Christmas will be here before you know it, and it remains to be seen what impact inflation will have on celebrations this year. It’s important to remember that you don’t need a pandemic or inflation to ruin Christmas — sometimes all you need is butter..........or a lack of butter. In 2011, Norway — one of the richest countries in the world — ran out of butter! Supermarket shelves were bare, and it couldn’t have happened at a worse time of year, when Norwegians like to do a lot of baking. There were a lot of different factors that lead to the butter crisis. A surge in the popularity of high-fat, low-carb diets had led to a 30% increase in demand for butter. Of course, the media played a role, too. When the media announced a shortage, people began rushing to stores to stock up. We saw the same thing with toilet paper at the beginning of the pandemic. Another factor was the cold, wet summer Norway had in 2011. That meant the grass the cows normally graze on wasn’t growing as well as it should. If cows have nothing to eat, they don’t make milk, and without milk, there’s no butter. Finally, Tine Coop Dairy Conglomerate — responsible for 90% of butter production in Norway — continued to export butter abroad, even when it knew there was an impending crisis. Slowly but surely, butter started to become readily available again in early 2012. This Christmas, in a time of global uncertainty, let’s raise a glass to the Norwegians and be thankful we have butter.
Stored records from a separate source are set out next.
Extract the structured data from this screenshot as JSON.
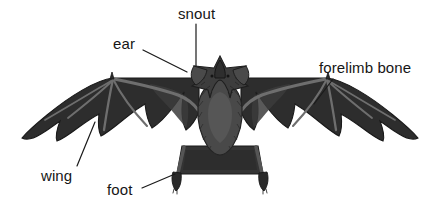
{
  "figure": {
    "view": "front view with wings spread",
    "background_color": "#ffffff",
    "colors": {
      "membrane_dark": "#2b2b2b",
      "membrane_mid": "#3a3a3a",
      "bone_gray": "#6e6e6e",
      "body_fur": "#4a4a4a",
      "outline": "#1a1a1a",
      "label_text": "#161616",
      "leader_line": "#1a1a1a"
    },
    "labels": [
      {
        "id": "snout",
        "text": "snout",
        "text_x": 178,
        "text_y": 6,
        "leader": {
          "from_x": 196,
          "from_y": 24,
          "to_x": 196,
          "to_y": 66
        }
      },
      {
        "id": "ear",
        "text": "ear",
        "text_x": 113,
        "text_y": 36,
        "leader": {
          "from_x": 143,
          "from_y": 50,
          "to_x": 187,
          "to_y": 72
        }
      },
      {
        "id": "forelimb-bone",
        "text": "forelimb bone",
        "text_x": 319,
        "text_y": 60,
        "leader": {
          "from_x": 333,
          "from_y": 79,
          "to_x": 314,
          "to_y": 104
        }
      },
      {
        "id": "wing",
        "text": "wing",
        "text_x": 41,
        "text_y": 168,
        "leader": {
          "from_x": 77,
          "from_y": 166,
          "to_x": 95,
          "to_y": 122
        }
      },
      {
        "id": "foot",
        "text": "foot",
        "text_x": 107,
        "text_y": 182,
        "leader": {
          "from_x": 142,
          "from_y": 188,
          "to_x": 175,
          "to_y": 174
        }
      }
    ],
    "parts": [
      {
        "name": "left-wing-membrane",
        "label": "wing"
      },
      {
        "name": "right-wing-membrane",
        "label": "wing"
      },
      {
        "name": "left-forelimb-bone",
        "label": "forelimb bone"
      },
      {
        "name": "right-forelimb-bone",
        "label": "forelimb bone"
      },
      {
        "name": "head",
        "label": "snout"
      },
      {
        "name": "left-ear",
        "label": "ear"
      },
      {
        "name": "right-ear",
        "label": "ear"
      },
      {
        "name": "body",
        "label": "body"
      },
      {
        "name": "tail-membrane",
        "label": "tail membrane"
      },
      {
        "name": "left-foot",
        "label": "foot"
      },
      {
        "name": "right-foot",
        "label": "foot"
      }
    ]
  }
}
The Norwegian Butter Crisis
Christmas will be here before you know it, and it remains to be seen what impact inflation will have on celebrations this year. It’s important to remember that you don’t need a pandemic or inflation to ruin Christmas — sometimes all you need is butter..........or a lack of butter. In 2011, Norway — one of the richest countries in the world — ran out of butter! Supermarket shelves were bare, and it couldn’t have happened at a worse time of year, when Norwegians like to do a lot of baking. There were a lot of different factors that lead to the butter crisis. A surge in the popularity of high-fat, low-carb diets had led to a 30% increase in demand for butter. Of course, the media played a role, too. When the media announced a shortage, people began rushing to stores to stock up. We saw the same thing with toilet paper at the beginning of the pandemic. Another factor was the cold, wet summer Norway had in 2011. That meant the grass the cows normally graze on wasn’t growing as well as it should. If cows have nothing to eat, they don’t make milk, and without milk, there’s no butter. Finally, Tine Coop Dairy Conglomerate — responsible for 90% of butter production in Norway — continued to export butter abroad, even when it knew there was an impending crisis. Slowly but surely, butter started to become readily available again in early 2012. This Christmas, in a time of global uncertainty, let’s raise a glass to the Norwegians and be thankful we have butter.